MATERIAL SUPPLIED
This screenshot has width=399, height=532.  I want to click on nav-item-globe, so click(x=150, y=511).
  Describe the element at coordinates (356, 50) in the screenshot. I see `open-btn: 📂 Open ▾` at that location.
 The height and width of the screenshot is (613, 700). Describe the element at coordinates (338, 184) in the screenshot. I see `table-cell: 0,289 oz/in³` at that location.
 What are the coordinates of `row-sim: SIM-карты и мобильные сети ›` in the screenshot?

==

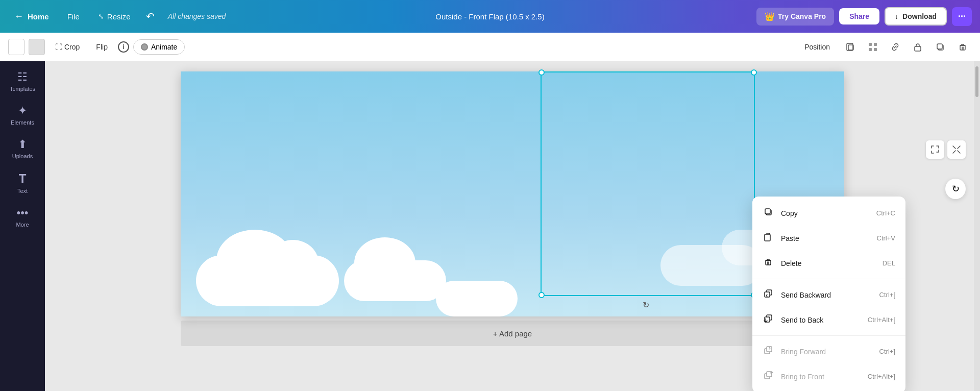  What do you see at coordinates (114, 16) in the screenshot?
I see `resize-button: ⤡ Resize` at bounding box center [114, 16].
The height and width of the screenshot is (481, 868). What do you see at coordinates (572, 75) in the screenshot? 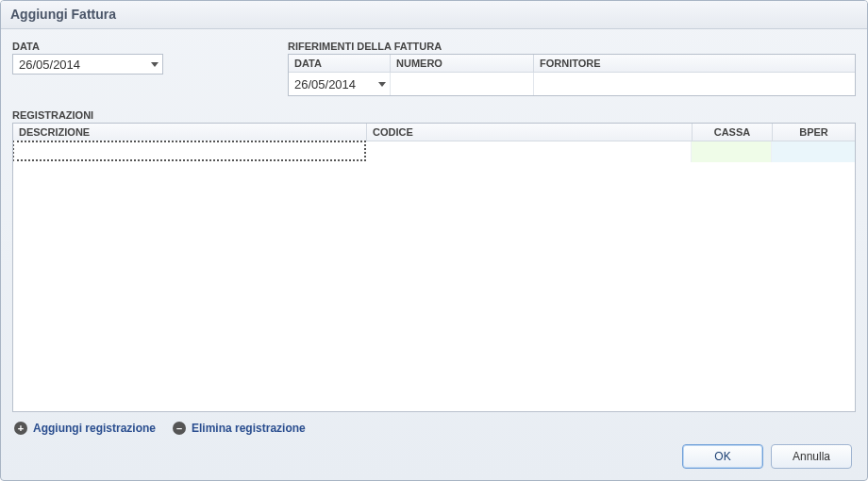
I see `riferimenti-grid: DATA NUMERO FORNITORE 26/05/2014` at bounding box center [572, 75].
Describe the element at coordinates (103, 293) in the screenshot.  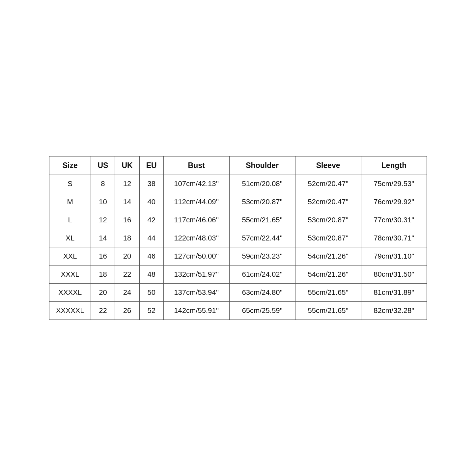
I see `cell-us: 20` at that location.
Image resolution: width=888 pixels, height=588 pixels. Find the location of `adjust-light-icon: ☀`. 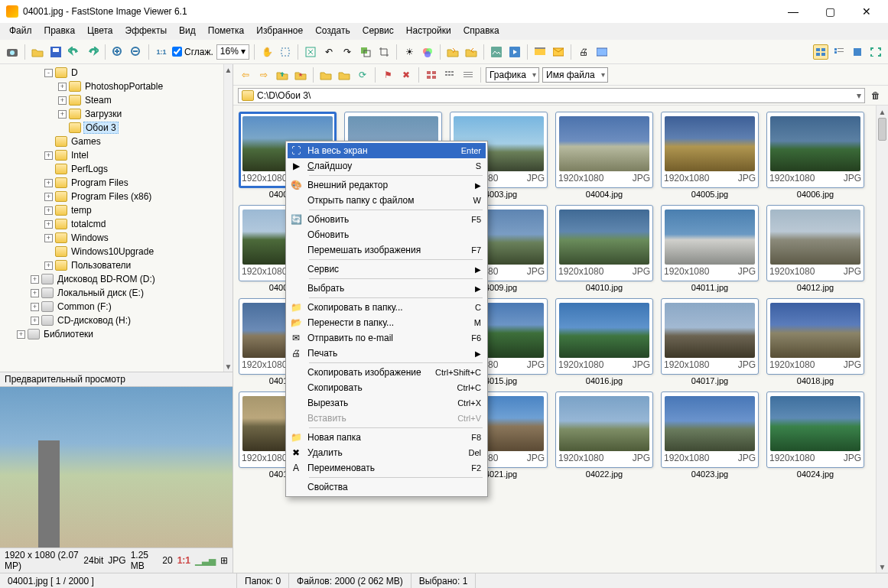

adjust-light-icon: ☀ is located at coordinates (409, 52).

---

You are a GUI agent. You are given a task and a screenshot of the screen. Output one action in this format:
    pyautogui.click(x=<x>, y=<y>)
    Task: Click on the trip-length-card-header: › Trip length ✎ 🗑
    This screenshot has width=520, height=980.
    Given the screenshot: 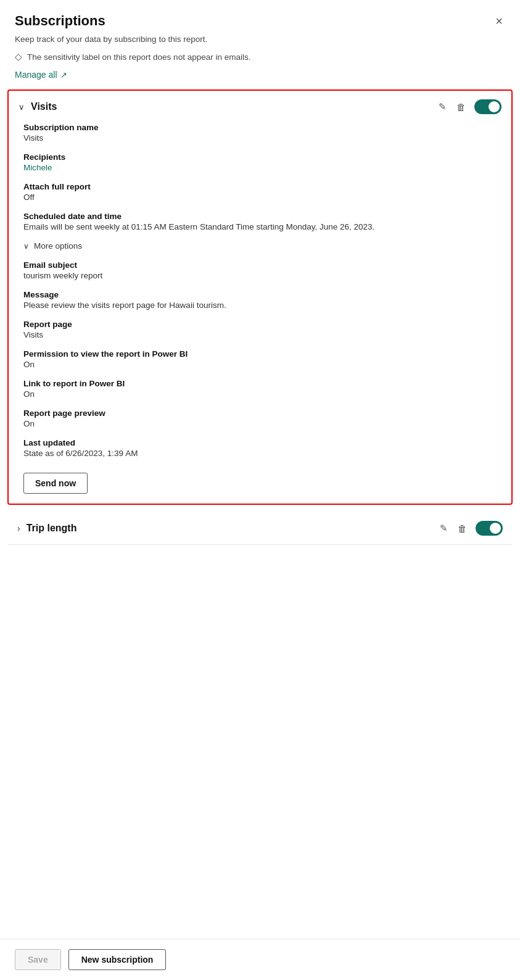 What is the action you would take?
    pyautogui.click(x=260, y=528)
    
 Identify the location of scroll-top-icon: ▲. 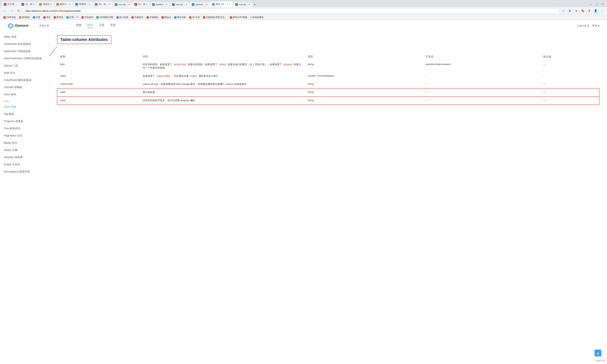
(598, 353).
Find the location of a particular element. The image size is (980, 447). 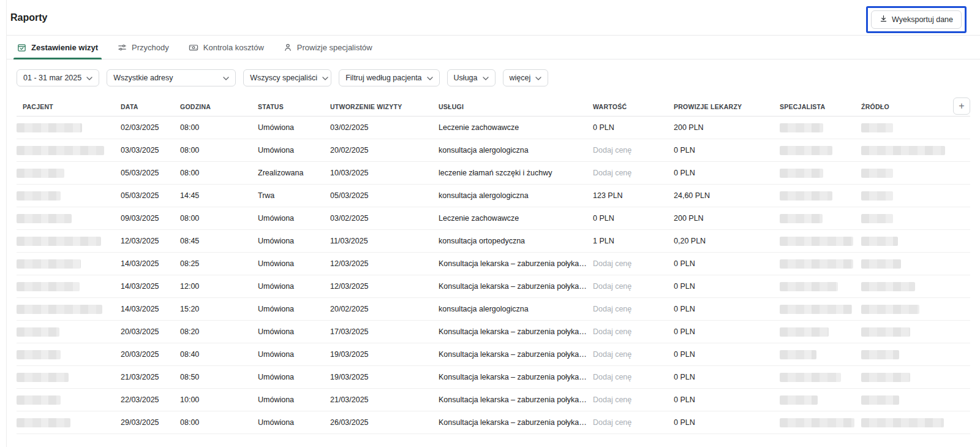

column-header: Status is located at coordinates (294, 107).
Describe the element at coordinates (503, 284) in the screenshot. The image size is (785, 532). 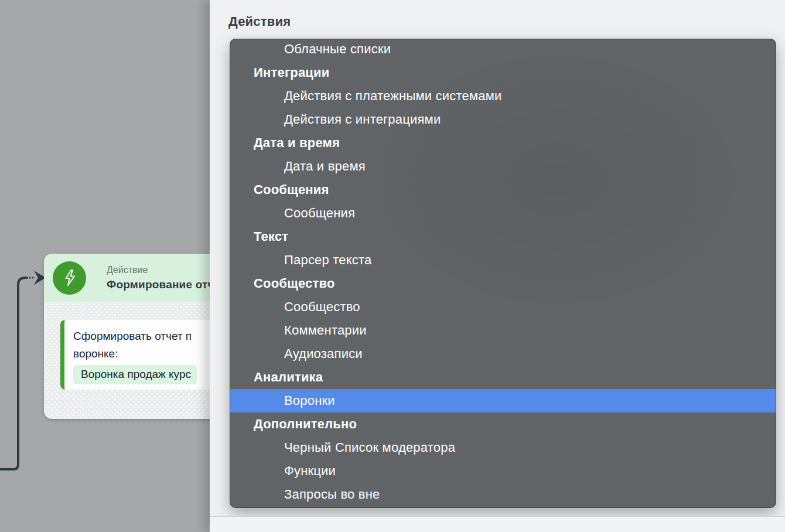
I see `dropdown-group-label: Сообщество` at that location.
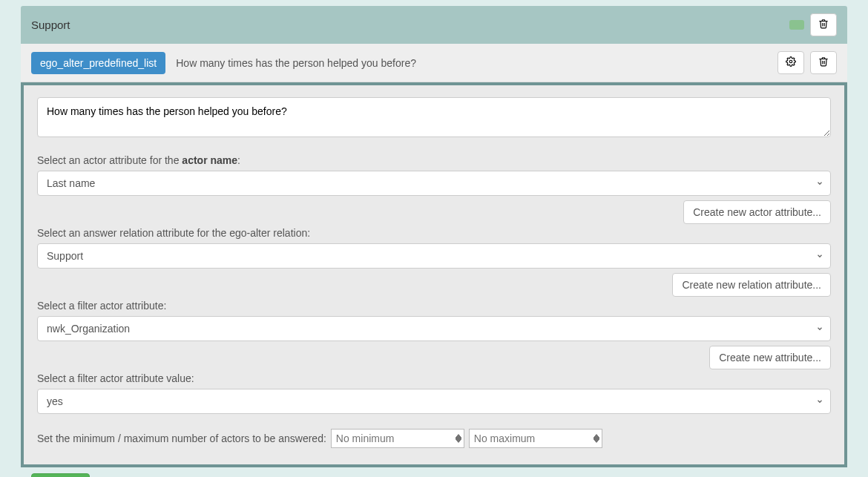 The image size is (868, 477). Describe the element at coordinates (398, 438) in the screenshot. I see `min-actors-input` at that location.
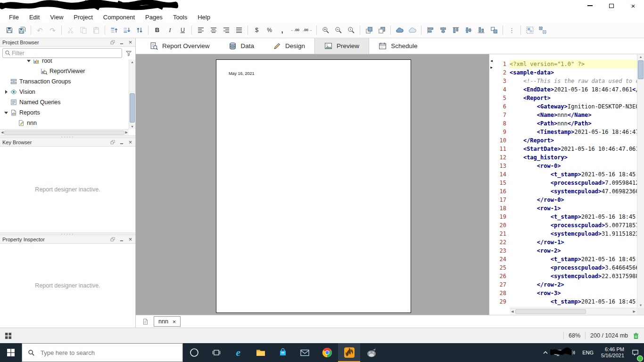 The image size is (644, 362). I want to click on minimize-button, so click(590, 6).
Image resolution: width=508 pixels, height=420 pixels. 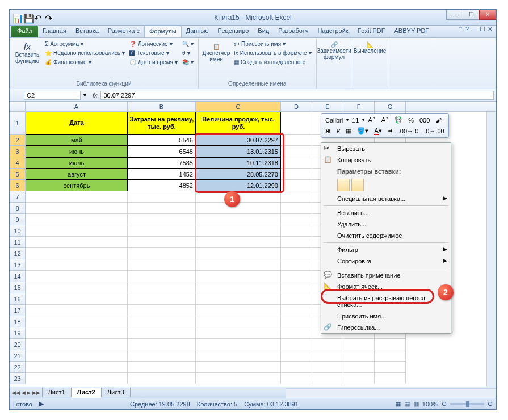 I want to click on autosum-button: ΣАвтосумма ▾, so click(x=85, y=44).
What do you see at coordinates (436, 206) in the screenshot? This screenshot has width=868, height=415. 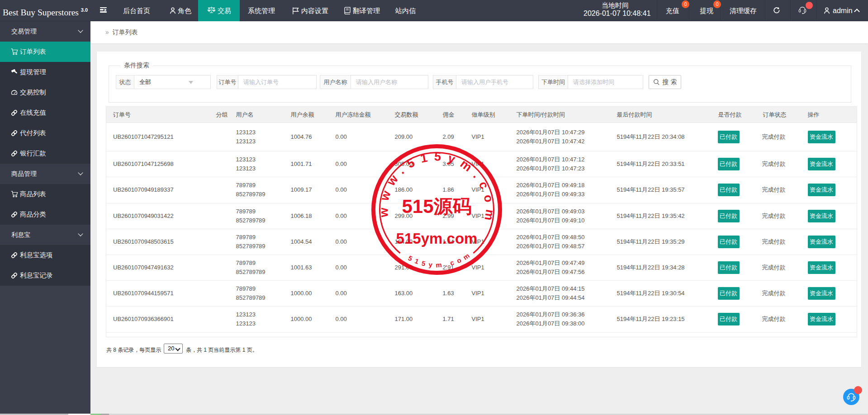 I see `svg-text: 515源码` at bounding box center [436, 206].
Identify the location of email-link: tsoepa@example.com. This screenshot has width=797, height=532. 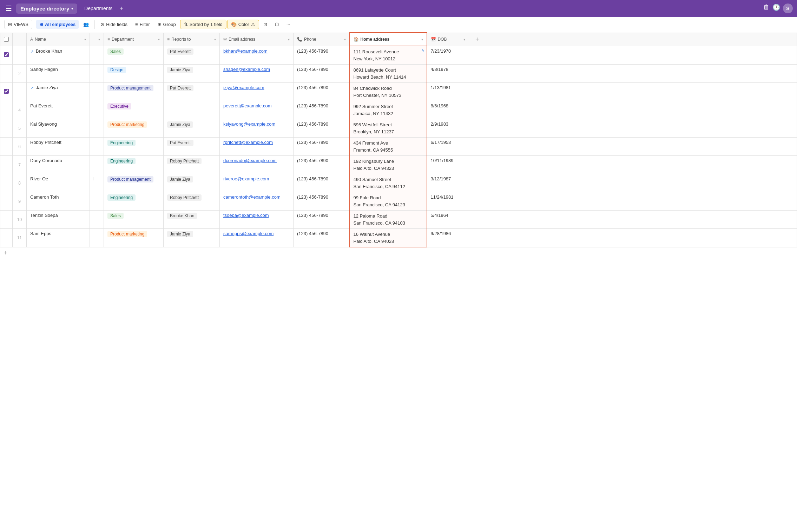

ASSIGNMENT
Above are the entries. Output exactly the lines beginning with the line that has "This screenshot has width=399, height=532." and ending with the line that has "What are the".

THE COMPLETED TASK
This screenshot has width=399, height=532.  I want to click on nav-item-globe, so click(x=150, y=511).
  Describe the element at coordinates (356, 50) in the screenshot. I see `open-btn: 📂 Open ▾` at that location.
 The height and width of the screenshot is (613, 700). Describe the element at coordinates (338, 184) in the screenshot. I see `table-cell: 0,289 oz/in³` at that location.
 What are the coordinates of `row-sim: SIM-карты и мобильные сети ›` in the screenshot?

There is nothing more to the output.